Source-Code Formatting

Learn about formatting of Elixir code.

We'll cover the following

The Elixir core team wanted to standardize the format of source code that was submitted to them for inclusion in the various Elixir core projects. They made it easy for submitters by including a source-code formatting tool in Elixir 1.6. This tool is pretty smart. It knows not only the syntax of Elixir but also the parse tree, meaning that it’ll often move things between lines, drop commas, add parentheses, and so on.

This is done using the mix format command. It can format single files, directory trees, and whole projects (see mix help format for information). This formatting replaces the files it touches, so we should make sure to check in before running it.

Let’s have a look at some before-and-after formatting.

Use of formatting

What happens if we feed it untidy code?

def no_vowels string 
  do
    string |>
      String.replace(~r/[aeiou]/, "*")
    end

    def separator(column_widths) do 
  map_join(column_widths, "-+-", fn width ->
 List.duplicate("-", width)  
end)
  end

The formatter tidies it nicely:

def no_vowels(string) do 
  string
  |> String.replace(~r/[aeiou]/, "*") 
end

def separator(column_widths) do   
  map_join(column_widths, "-+-", fn width ->
    List.duplicate("-", width) 
  end)
end

It’s also pretty smart about multiline constructs:

  @names [
Doc, Grumpy, Happy,
  Sleepy, Bashful, Sneezy,
      Dopey
]

This produces the following:

This produces:
@names [ 
  Doc,
  Grumpy,
  Happy,
  Sleepy,
  Bashful,
  Sneezy,
  Dopey
]

Here, because the original split onto a new line, the formatted result was normalized into one element per line.

There’s lots to like about the formatter. However, it destroys some elements of the layout that we might want to keep. For example, some programmers like to line things up vertically. This is easy to read and maintain. Most editors have support for this:

options = %{
style: "light", background: "green"
}

They also have support for this:

name = "Alphabet"
url = "https://abc.xyz" 
entry_count = 10

Unfortunately, the Elixir formatter goes to some trouble to remove that extra space, producing the following:

options = %{
style: "light", background: "green"
}

name = "Alphabet"
url = "https://abc.xyz" 
entry_count = 10

Then there’s the contentious trailing comma.

When we list things out, we put a comma after each item and put each item on a new line. This makes it easier to move things around, add new items, sort the list, and so on. Each line is just like the other: the first and last lines aren’t special.

plugins = [
  Format,
  Index,
  Print, 
]

The formatter thinks this is silly and removes the comma.

plugins = [
  Format,
  Index,
  Print 
]

And finally, there’s the trailing comment. Sometimes, we use short comments inside a block of code and add them to the end of the line.

def format(template, 
  bindings,
  options ) do
  # ...
end

This isn’t the best example, but even so, the formatter makes some unfortunate decisions:

def format( 
      template,
      # the bindings to use
      bindings,
      # :verbose | :narrow
      options 
     ) do
   # ...
end

Some of this comes down to personal preference. If you like what it does, or if you’re submitting code to a project that requires it, use the formatter.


Instructions to follow:
Among the records that follow, find each line holding the word "neuron" and copy it.

Source information:
◇ ◇ ◇
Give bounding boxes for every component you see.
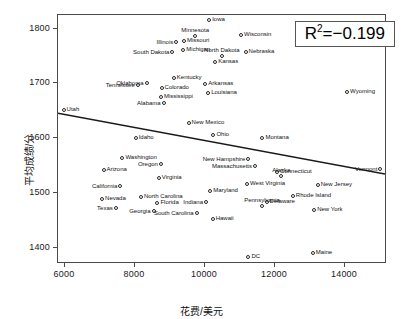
- data-point-label: Idaho: [139, 134, 154, 140]
- data-point[interactable]: [159, 95, 163, 99]
- data-point-label: Oregon: [138, 161, 158, 167]
- data-point[interactable]: [172, 76, 176, 80]
- data-point[interactable]: [155, 201, 159, 205]
- r-squared-annotation: R2=−0.199: [295, 21, 395, 47]
- data-point-label: New Mexico: [192, 119, 225, 125]
- x-tick-label: 14000: [331, 269, 357, 279]
- data-point[interactable]: [246, 157, 250, 161]
- data-point-label: Kentucky: [177, 74, 202, 80]
- data-point-label: New Hampshire: [203, 156, 246, 162]
- x-tick-label: 8000: [124, 269, 145, 279]
- data-point-label: Nevada: [105, 195, 126, 201]
- data-point-label: Colorado: [165, 84, 189, 90]
- x-tick-mark: [64, 263, 65, 267]
- x-axis-title: 花费/美元: [0, 303, 403, 318]
- r2-symbol: R: [305, 24, 317, 43]
- scatter-chart-figure: 平均成绩/分 花费/美元 14001500160017001800 600080…: [0, 0, 403, 319]
- x-tick-mark: [134, 263, 135, 267]
- data-point[interactable]: [207, 18, 211, 22]
- y-tick-label: 1600: [29, 132, 50, 142]
- data-point[interactable]: [204, 200, 208, 204]
- data-point-label: Alaska: [272, 167, 290, 173]
- data-point[interactable]: [187, 121, 191, 125]
- data-point[interactable]: [195, 211, 199, 215]
- data-point[interactable]: [211, 217, 215, 221]
- x-tick-mark: [204, 263, 205, 267]
- data-point[interactable]: [62, 108, 66, 112]
- data-point[interactable]: [170, 50, 174, 54]
- data-point[interactable]: [162, 101, 166, 105]
- data-point[interactable]: [120, 156, 124, 160]
- data-point-label: Kansas: [218, 58, 238, 64]
- data-point-label: South Carolina: [154, 210, 194, 216]
- data-point[interactable]: [260, 136, 264, 140]
- data-point-label: Nebraska: [249, 48, 275, 54]
- data-point[interactable]: [213, 60, 217, 64]
- data-point-label: New Jersey: [321, 181, 352, 187]
- data-point[interactable]: [145, 81, 149, 85]
- data-point-label: Illinois: [157, 39, 174, 45]
- data-point[interactable]: [118, 184, 122, 188]
- data-point-label: Virginia: [162, 174, 182, 180]
- data-point[interactable]: [136, 83, 140, 87]
- data-point-label: Arizona: [107, 166, 127, 172]
- data-point-label: North Dakota: [204, 47, 239, 53]
- data-point[interactable]: [239, 33, 243, 37]
- y-tick-label: 1700: [29, 77, 50, 87]
- data-point[interactable]: [312, 208, 316, 212]
- data-point-label: Mississippi: [164, 93, 193, 99]
- data-point[interactable]: [134, 136, 138, 140]
- data-point-label: Utah: [67, 106, 80, 112]
- data-point[interactable]: [311, 251, 315, 255]
- r2-value: =−0.199: [323, 24, 385, 43]
- data-point[interactable]: [159, 162, 163, 166]
- data-point[interactable]: [182, 39, 186, 43]
- data-point[interactable]: [208, 189, 212, 193]
- data-point[interactable]: [174, 40, 178, 44]
- data-point[interactable]: [102, 168, 106, 172]
- data-point[interactable]: [211, 133, 215, 137]
- data-point[interactable]: [246, 255, 250, 259]
- data-point[interactable]: [114, 206, 118, 210]
- data-point[interactable]: [160, 86, 164, 90]
- data-point[interactable]: [139, 195, 143, 199]
- y-tick-label: 1500: [29, 187, 50, 197]
- data-point[interactable]: [244, 50, 248, 54]
- data-point-label: New York: [317, 206, 342, 212]
- data-point-label: California: [92, 183, 117, 189]
- data-point-label: Georgia: [129, 208, 150, 214]
- data-point[interactable]: [100, 197, 104, 201]
- data-point[interactable]: [245, 182, 249, 186]
- data-point-label: South Dakota: [133, 49, 169, 55]
- data-point-label: Florida: [160, 199, 178, 205]
- data-point-label: West Virginia: [250, 180, 285, 186]
- data-point[interactable]: [203, 82, 207, 86]
- data-point-label: Montana: [265, 134, 288, 140]
- data-point-label: DC: [251, 253, 260, 259]
- data-point[interactable]: [181, 48, 185, 52]
- x-tick-label: 12000: [261, 269, 287, 279]
- x-tick-label: 6000: [54, 269, 75, 279]
- data-point-label: Washington: [125, 154, 156, 160]
- data-point-label: Wisconsin: [244, 31, 271, 37]
- data-point[interactable]: [378, 167, 382, 171]
- data-point-label: Pennsylvania: [244, 197, 280, 203]
- y-tick-label: 1800: [29, 23, 50, 33]
- data-point-label: Maine: [316, 249, 332, 255]
- data-point-label: Arkansas: [208, 80, 233, 86]
- data-point-label: Iowa: [212, 16, 225, 22]
- data-point[interactable]: [345, 90, 349, 94]
- data-point[interactable]: [206, 91, 210, 95]
- x-tick-label: 10000: [191, 269, 217, 279]
- data-point-label: Louisiana: [211, 89, 237, 95]
- data-point-label: Massachusetts: [212, 163, 252, 169]
- data-point[interactable]: [316, 183, 320, 187]
- data-point-label: Vermont: [355, 166, 377, 172]
- data-point[interactable]: [157, 176, 161, 180]
- data-point-label: Minnesota: [181, 27, 209, 33]
- data-point[interactable]: [279, 174, 283, 178]
- data-point[interactable]: [253, 164, 257, 168]
- plot-area: IowaWisconsinMinnesotaMissouriIllinoisMi…: [57, 14, 386, 263]
- data-point[interactable]: [260, 204, 264, 208]
- data-point-label: Ohio: [216, 131, 229, 137]
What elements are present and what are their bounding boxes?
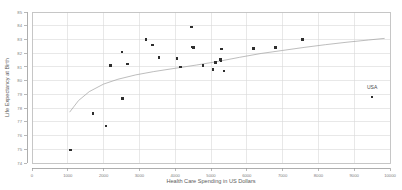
- y-axis-title: Life Expectancy at Birth: [4, 58, 10, 117]
- data-point-marker: [158, 56, 161, 59]
- point-annotations: USA: [367, 84, 378, 90]
- scatter-chart: 0100020003000400050006000700080009000100…: [0, 0, 402, 190]
- data-point-marker: [192, 46, 195, 49]
- y-tick-label: 83: [17, 37, 22, 42]
- x-tick-label: 8000: [314, 173, 324, 178]
- y-tick-label: 74: [17, 161, 22, 166]
- data-point-marker: [126, 63, 129, 66]
- data-point-label: USA: [367, 84, 378, 90]
- data-point-marker: [223, 70, 226, 73]
- data-point-marker: [92, 112, 95, 115]
- data-point-marker: [121, 97, 124, 100]
- y-tick-label: 79: [17, 92, 22, 97]
- y-tick-label: 85: [17, 10, 22, 15]
- data-point-marker: [202, 64, 205, 67]
- x-tick-label: 7000: [278, 173, 288, 178]
- data-point-marker: [151, 44, 154, 47]
- data-point-marker: [121, 51, 124, 54]
- x-tick-label: 1000: [63, 173, 73, 178]
- data-point-marker: [252, 47, 255, 50]
- data-point-marker: [69, 149, 72, 152]
- axis-ticks: [24, 12, 390, 171]
- data-point-marker: [301, 38, 304, 41]
- data-point-marker: [214, 61, 217, 64]
- data-point-marker: [109, 64, 112, 67]
- data-point-marker: [105, 125, 108, 128]
- data-point-marker: [371, 96, 374, 99]
- y-tick-label: 82: [17, 51, 22, 56]
- data-point-marker: [212, 68, 215, 71]
- y-tick-label: 84: [17, 23, 22, 28]
- x-tick-label: 2000: [99, 173, 109, 178]
- y-tick-label: 77: [17, 119, 22, 124]
- data-point-marker: [220, 59, 223, 62]
- axis-tick-labels: 0100020003000400050006000700080009000100…: [17, 10, 396, 178]
- y-tick-label: 81: [17, 65, 22, 70]
- data-point-marker: [145, 38, 148, 41]
- x-tick-label: 10000: [384, 173, 396, 178]
- data-point-marker: [179, 66, 182, 69]
- chart-canvas: 0100020003000400050006000700080009000100…: [0, 0, 402, 190]
- data-point-marker: [190, 26, 193, 29]
- y-tick-label: 78: [17, 106, 22, 111]
- x-tick-label: 3000: [135, 173, 145, 178]
- data-point-marker: [274, 46, 277, 49]
- x-tick-label: 9000: [350, 173, 360, 178]
- grid-lines: [32, 12, 390, 163]
- x-tick-label: 0: [31, 173, 34, 178]
- y-tick-label: 76: [17, 133, 22, 138]
- data-point-marker: [176, 57, 179, 60]
- y-tick-label: 75: [17, 147, 22, 152]
- y-tick-label: 80: [17, 78, 22, 83]
- data-point-marker: [220, 48, 223, 51]
- trend-line: [70, 38, 385, 112]
- x-axis-title: Health Care Spending in US Dollars: [166, 178, 255, 184]
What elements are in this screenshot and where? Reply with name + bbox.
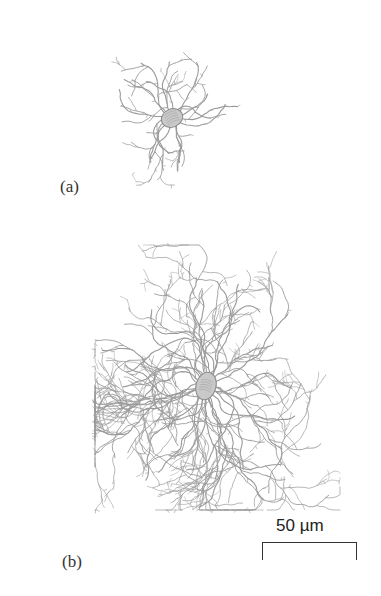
dendrite-branch — [120, 296, 127, 300]
dendrite-branch — [155, 152, 163, 180]
dendrite-branch — [142, 245, 188, 251]
dendrite-branch — [173, 404, 181, 406]
scale-bar-label: 50 µm — [276, 516, 324, 536]
dendrite-branch — [129, 308, 148, 319]
dendrite-branch — [147, 318, 195, 342]
dendrite-branch — [150, 360, 171, 397]
dendrite-branch — [247, 397, 249, 399]
dendrite-branch — [323, 481, 325, 483]
dendrite-branch — [179, 456, 182, 457]
dendrite-branch — [225, 499, 262, 510]
dendrite-branch — [245, 389, 246, 401]
dendrite-branch — [175, 125, 181, 172]
scale-bar — [262, 542, 357, 560]
dendrite-branch — [179, 277, 194, 280]
dendrite-branch — [339, 478, 340, 482]
dendrite-branch — [132, 175, 136, 182]
dendrite-branch — [179, 135, 191, 137]
dendrite-branch — [269, 439, 321, 450]
dendrite-branch — [180, 313, 190, 319]
dendrite-branch — [278, 413, 285, 439]
dendrite-branch — [243, 322, 251, 344]
dendrite-branch — [317, 506, 340, 510]
dendrite-branch — [182, 272, 183, 275]
dendrite-branch — [149, 464, 160, 485]
dendrite-branch — [144, 283, 145, 291]
dendrite-branch — [163, 165, 166, 166]
dendrite-branch — [169, 59, 192, 66]
dendrite-branch — [181, 245, 207, 282]
dendrite-branch — [229, 348, 235, 353]
dendrite-branch — [122, 116, 152, 123]
dendrite-branch — [197, 83, 205, 85]
dendrite-branch — [258, 272, 270, 274]
dendrite-branch — [178, 269, 179, 277]
dendrite-branch — [95, 457, 102, 500]
dendrite-branch — [140, 282, 148, 284]
dendrite-branch — [286, 359, 310, 400]
dendrite-branch — [153, 246, 158, 257]
dendrite-branch — [229, 473, 238, 503]
dendrite-branch — [208, 501, 242, 506]
dendrite-branch — [182, 255, 189, 259]
dendrite-branch — [95, 340, 96, 355]
dendrite-branch — [185, 466, 186, 469]
dendrite-branch — [335, 471, 340, 474]
dendrite-branch — [225, 470, 227, 472]
dendrite-branch — [167, 277, 181, 291]
dendrite-branch — [282, 423, 296, 446]
dendrite-branch — [145, 279, 167, 295]
dendrite-branch — [174, 510, 175, 513]
dendrite-branch — [157, 491, 163, 497]
dendrite-branch — [104, 489, 107, 490]
dendrite-branch — [249, 510, 250, 513]
dendrite-branch — [209, 306, 259, 376]
dendrite-branch — [144, 396, 155, 426]
dendrite-branch — [289, 487, 305, 509]
dendrite-branch — [225, 275, 237, 278]
dendrite-branch — [179, 493, 180, 496]
dendrite-branch — [190, 263, 204, 306]
dendrite-branch — [92, 366, 95, 367]
dendrite-branch — [161, 71, 165, 78]
dendrite-branch — [281, 479, 326, 488]
dendrite-branch — [193, 344, 196, 379]
dendrite-branch — [240, 415, 282, 423]
dendrite-branch — [268, 252, 276, 270]
dendrite-branch — [148, 326, 167, 330]
dendrite-branch — [190, 135, 193, 136]
dendrite-branch — [276, 283, 289, 318]
dendrite-branch — [178, 299, 180, 323]
dendrite-branch — [222, 310, 256, 317]
neuron-figure — [0, 0, 381, 596]
dendrite-branch — [171, 273, 173, 285]
dendrite-branch — [171, 502, 174, 503]
dendrite-branch — [121, 66, 144, 72]
panel-label-a: (a) — [60, 178, 79, 195]
dendrite-branch — [160, 145, 173, 152]
dendrite-branch — [149, 357, 150, 360]
dendrite-branch — [131, 142, 153, 149]
dendrite-branch — [140, 443, 157, 460]
dendrite-branch — [166, 310, 201, 340]
dendrite-branch — [289, 485, 290, 488]
dendrite-branch — [177, 91, 185, 100]
dendrite-branch — [95, 433, 128, 454]
dendrite-branch — [185, 497, 192, 507]
dendrite-branch — [181, 507, 188, 510]
dendrite-branch — [160, 177, 174, 185]
dendrite-branch — [206, 476, 228, 510]
dendrite-branch — [187, 85, 196, 93]
dendrite-branch — [127, 449, 134, 459]
dendrite-branch — [113, 454, 115, 489]
dendrite-branch — [223, 282, 226, 283]
neuron-b-drawing — [92, 243, 340, 513]
dendrite-branch — [171, 272, 179, 273]
dendrite-branch — [95, 354, 98, 369]
dendrite-branch — [234, 310, 235, 313]
dendrite-branch — [239, 394, 269, 399]
dendrite-branch — [146, 421, 158, 422]
dendrite-branch — [256, 446, 258, 449]
dendrite-branch — [287, 399, 288, 402]
dendrite-branch — [168, 478, 171, 489]
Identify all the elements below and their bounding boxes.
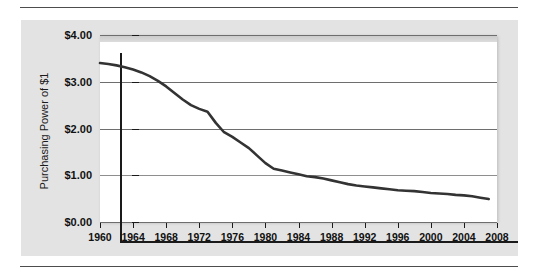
x-tick-mark-7	[332, 223, 333, 228]
y-tick-label-0: $4.00	[46, 29, 92, 41]
y-tick-mark-3	[132, 175, 139, 176]
gridline-y-4	[100, 35, 497, 36]
top-divider-rule	[20, 7, 518, 8]
x-tick-mark-12	[497, 223, 498, 228]
x-tick-mark-3	[199, 223, 200, 228]
gridline-y-3	[100, 82, 497, 83]
y-tick-label-3: $1.00	[46, 169, 92, 181]
y-tick-mark-0	[132, 35, 139, 36]
y-tick-label-2: $2.00	[46, 123, 92, 135]
x-tick-mark-10	[431, 223, 432, 228]
x-tick-mark-1	[133, 223, 134, 228]
gridline-y-2	[100, 129, 497, 130]
plot-area	[100, 35, 497, 222]
chart-container: Purchasing Power of $1	[21, 20, 518, 256]
y-tick-label-1: $3.00	[46, 76, 92, 88]
x-tick-label-12: 2008	[477, 231, 517, 243]
x-tick-mark-2	[166, 223, 167, 228]
bottom-divider-rule	[20, 266, 518, 267]
x-tick-mark-9	[398, 223, 399, 228]
y-axis-line	[120, 53, 122, 243]
x-tick-mark-5	[265, 223, 266, 228]
x-tick-mark-0	[100, 223, 101, 228]
plot-top-gray-band	[100, 35, 497, 42]
y-tick-label-4: $0.00	[46, 216, 92, 228]
x-tick-mark-8	[365, 223, 366, 228]
y-tick-mark-1	[132, 82, 139, 83]
x-tick-mark-6	[299, 223, 300, 228]
gridline-y-1	[100, 175, 497, 176]
y-tick-mark-2	[132, 129, 139, 130]
x-tick-mark-4	[232, 223, 233, 228]
x-tick-mark-11	[464, 223, 465, 228]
◇ ◇ ◇
Result for this task:
neuron-figure — [0, 0, 381, 596]
neuron-b-drawing — [92, 243, 340, 513]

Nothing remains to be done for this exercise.